SEC Wins Landmark Victory Over Binance as Most Claims Survive in Court

Wellermen Image SEC Crushes Binance in Landmark Win on Core Claims

The SEC just scored a massive courtroom knockout against Binance, with a federal judge in D.C. denying the crypto giant’s motion to dismiss most of the SEC’s lawsuit. This ruling keeps alive charges that Binance ran an unregistered securities exchange, sold billions in unregistered tokens, and misled investors through its U.S. arm—potentially reshaping how crypto platforms operate under U.S. law. Markets are jittery, with Bitcoin dipping 2% on the news as traders eye tighter SEC grip.

The saga kicked off in June 2023 when the SEC sued Binance Holdings, its CEO Changpeng Zhao (CZ), and affiliates like BAM Trading (which runs Binance.US), alleging a web of violations. Binance allegedly let U.S. users trade on its offshore platform via “VPN giveaways,” operated an unregistered exchange and broker-dealer, and touted tokens like BNB, AXS, and AMP as securities without proper registration. The core legal fight: Do these crypto activities count as securities laws breaches, or does Binance’s global, decentralized pitch shield it?

Judge Amy Berman Jackson ruled decisively—no dismissal on eight of 13 claims. She shot down Binance’s “Howey test” defenses, finding the SEC plausibly alleged investment contracts in token sales and operations. Binance lost big on claims of running an unregistered exchange (mishandling billions in assets), broker-dealer ops, and commingling customer funds. Only minor counts like employment violations got tossed. Now, Binance faces full-blown discovery, depositions, and trial risks—CZ personally on the hook too.

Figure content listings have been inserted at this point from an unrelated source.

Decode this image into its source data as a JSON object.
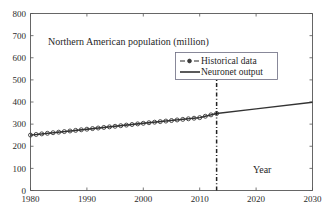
{
  "chart_data": {
    "type": "line",
    "title": "Northern American population (million)",
    "xlabel": "Year",
    "ylabel": "",
    "xlim": [
      1980,
      2030
    ],
    "ylim": [
      0,
      800
    ],
    "grid": false,
    "legend_position": "upper-center-right",
    "xticks": [
      1980,
      1990,
      2000,
      2010,
      2020,
      2030
    ],
    "yticks": [
      0,
      100,
      200,
      300,
      400,
      500,
      600,
      700,
      800
    ],
    "xtick_labels": [
      "1980",
      "1990",
      "2000",
      "2010",
      "2020",
      "2030"
    ],
    "ytick_labels": [
      "0",
      "100",
      "200",
      "300",
      "400",
      "500",
      "600",
      "700",
      "800"
    ],
    "annotations": [
      {
        "name": "split-year",
        "x": 2013,
        "label": "",
        "style": "dash-dot-vertical"
      }
    ],
    "series": [
      {
        "name": "Historical data",
        "style": "dashed-with-circle-markers",
        "color": "#3a3a3a",
        "x": [
          1980,
          1981,
          1982,
          1983,
          1984,
          1985,
          1986,
          1987,
          1988,
          1989,
          1990,
          1991,
          1992,
          1993,
          1994,
          1995,
          1996,
          1997,
          1998,
          1999,
          2000,
          2001,
          2002,
          2003,
          2004,
          2005,
          2006,
          2007,
          2008,
          2009,
          2010,
          2011,
          2012,
          2013
        ],
        "values": [
          250.5,
          253.2,
          255.9,
          258.5,
          261.1,
          263.7,
          266.3,
          269.0,
          271.7,
          274.4,
          277.1,
          279.8,
          282.4,
          285.0,
          287.6,
          290.2,
          292.9,
          295.6,
          298.3,
          301.0,
          303.7,
          306.3,
          308.8,
          311.3,
          313.8,
          316.3,
          318.9,
          321.5,
          324.1,
          326.7,
          329.3,
          335.6,
          341.8,
          348.0
        ]
      },
      {
        "name": "Neuronet output",
        "style": "solid",
        "color": "#333333",
        "x": [
          1980,
          1990,
          2000,
          2010,
          2013,
          2020,
          2030
        ],
        "values": [
          250.5,
          277.1,
          303.7,
          329.3,
          348.0,
          369.0,
          399.0
        ]
      }
    ]
  },
  "legend": {
    "entries": [
      {
        "label": "Historical data",
        "marker": "dashed-circle"
      },
      {
        "label": "Neuronet output",
        "marker": "solid-line"
      }
    ]
  },
  "labels": {
    "title": "Northern American population (million)",
    "x_caption": "Year"
  },
  "colors": {
    "background": "#ffffff",
    "axis": "#555555",
    "historical": "#3a3a3a",
    "neuronet": "#333333",
    "divider": "#222222",
    "legend_border": "#6b6b80",
    "text": "#1f1f1f"
  }
}
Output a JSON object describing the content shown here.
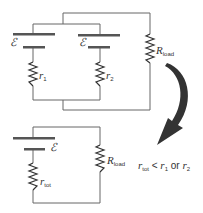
{
  "diagram": {
    "top_circuit": {
      "battery1": {
        "emf": "ℰ",
        "resistor": "r",
        "resistor_sub": "1"
      },
      "battery2": {
        "emf": "ℰ",
        "resistor": "r",
        "resistor_sub": "2"
      },
      "load": {
        "label": "R",
        "sub": "load"
      }
    },
    "bottom_circuit": {
      "battery": {
        "emf": "ℰ",
        "resistor": "r",
        "resistor_sub": "tot"
      },
      "load": {
        "label": "R",
        "sub": "load"
      }
    },
    "relation": {
      "lhs": "r",
      "lhs_sub": "tot",
      "op": "<",
      "a": "r",
      "a_sub": "1",
      "or": "or",
      "b": "r",
      "b_sub": "2"
    },
    "colors": {
      "wire": "#555555",
      "plate": "#555555",
      "arrow": "#333333"
    }
  }
}
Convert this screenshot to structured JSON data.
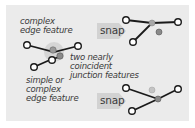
{
  "diagram": {
    "labels": {
      "complex_edge": [
        "complex",
        "edge feature"
      ],
      "junctions": [
        "two nearly",
        "coincident",
        "junction features"
      ],
      "simple_edge": [
        "simple or",
        "complex",
        "edge feature"
      ]
    },
    "snap_top": "snap",
    "snap_bottom": "snap"
  },
  "colors": {
    "background": "#ebebeb",
    "line": "#1a1a1a",
    "node_fill": "#ffffff",
    "junction_gray": "#8a8a8a",
    "halo": "#cfcfcf",
    "arrow": "#d2d2d2"
  }
}
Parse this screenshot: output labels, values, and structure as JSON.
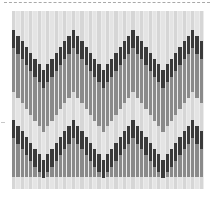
{
  "image": {
    "description": "Bargello flame-stitch needlepoint swatch: vertical stitch columns forming two rows of grayscale zigzag chevrons",
    "colors": {
      "background": "#ffffff",
      "light": "#d6d6d6",
      "light_stitch": "#e4e4e4",
      "medium": "#8a8a8a",
      "dark": "#3a3a3a",
      "gap": "#ececec",
      "dash_rule": "#a9a9a9"
    },
    "grid": {
      "left": 12,
      "top": 11,
      "width": 192,
      "height": 178,
      "columns": 45,
      "period_columns": 14,
      "dark_segment_height": 18,
      "band_offset": 90
    },
    "peaks_x": [
      13,
      72,
      133,
      192
    ],
    "valleys_x": [
      42,
      102,
      163
    ],
    "top_band": {
      "peak_y": 30,
      "valley_y": 70
    },
    "bottom_band": {
      "peak_y": 120,
      "valley_y": 160
    }
  }
}
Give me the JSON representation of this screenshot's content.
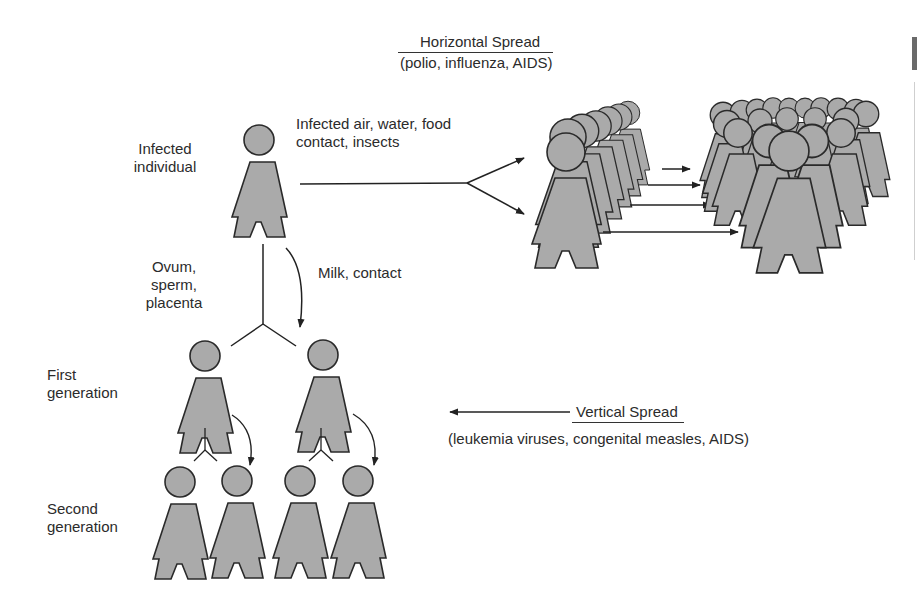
{
  "horizontal": {
    "title": "Horizontal Spread",
    "examples": "(polio, influenza, AIDS)",
    "route_label_line1": "Infected air, water, food",
    "route_label_line2": "contact, insects"
  },
  "vertical": {
    "title": "Vertical Spread",
    "examples": "(leukemia viruses, congenital measles, AIDS)"
  },
  "labels": {
    "infected_line1": "Infected",
    "infected_line2": "individual",
    "germline_line1": "Ovum,",
    "germline_line2": "sperm,",
    "germline_line3": "placenta",
    "milk_contact": "Milk, contact",
    "first_gen_line1": "First",
    "first_gen_line2": "generation",
    "second_gen_line1": "Second",
    "second_gen_line2": "generation"
  },
  "colors": {
    "figure_fill": "#aaaaaa",
    "figure_stroke": "#2a2a2a",
    "text": "#2b2b2b",
    "edge_tab": "#6a6a6a"
  }
}
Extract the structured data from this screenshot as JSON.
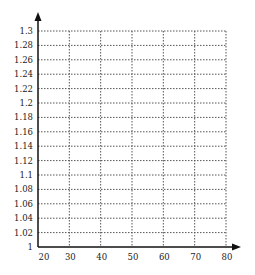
{
  "chart_data": {
    "type": "line",
    "title": "",
    "xlabel": "",
    "ylabel": "",
    "x_ticks": [
      20,
      30,
      40,
      50,
      60,
      70,
      80
    ],
    "y_ticks": [
      1,
      1.02,
      1.04,
      1.06,
      1.08,
      1.1,
      1.12,
      1.14,
      1.16,
      1.18,
      1.2,
      1.22,
      1.24,
      1.26,
      1.28,
      1.3
    ],
    "y_tick_labels": [
      "1",
      "1.02",
      "1.04",
      "1.06",
      "1.08",
      "1.1",
      "1.12",
      "1.14",
      "1.16",
      "1.18",
      "1.2",
      "1.22",
      "1.24",
      "1.26",
      "1.28",
      "1.3"
    ],
    "xlim": [
      20,
      80
    ],
    "ylim": [
      1,
      1.3
    ],
    "grid": true,
    "grid_style": "dotted",
    "series": [],
    "legend": null,
    "axis_arrows": true
  },
  "colors": {
    "axis": "#111111",
    "grid": "#555555",
    "text": "#222222"
  }
}
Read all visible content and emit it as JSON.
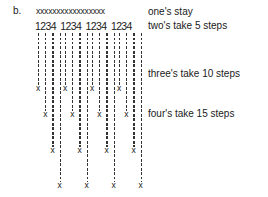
{
  "figure": {
    "label": "b.",
    "top_row": "xxxxxxxxxxxxxxxxx",
    "digit_groups": [
      "1234",
      "1234",
      "1234",
      "1234"
    ],
    "captions": [
      {
        "text": "one's stay",
        "top": 6
      },
      {
        "text": "two's take 5 steps",
        "top": 20
      },
      {
        "text": "three's take 10 steps",
        "top": 68
      },
      {
        "text": "four's take 15 steps",
        "top": 108
      }
    ],
    "end_marker": "x",
    "column_step_x": 7.2,
    "group_start_x": [
      36,
      63,
      90,
      117
    ],
    "column_end_y": [
      88,
      114,
      150,
      185
    ]
  }
}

In plain English: Courts are saying crypto isn’t some Wild West anymore—if you’re pooling user funds, listing speculative tokens, and promising gains, you’re likely playing in the SEC’s securities sandbox, no matter your “decentralized” spin.

Crypto markets feel the heat: SEC authority surges, validating its “crypto = securities” crusade and weakening CFTC-commodity defenses for exchanges like Binance.US. DeFi protocols mimicking centralized ops now face copycat suits, while stablecoins and utility tokens risk reclassification—think Tether or USDC next. Traders dump alts tied to Binance ecosystem; exchanges like Coinbase cheer rival clarity but brace for compliance costs. Sentiment sours on offshore hacks, boosting U.S.-regulated plays but throttling global volume.

SEC’s green light spells regulatory winter for non-compliant platforms—time to lawyer up or localize.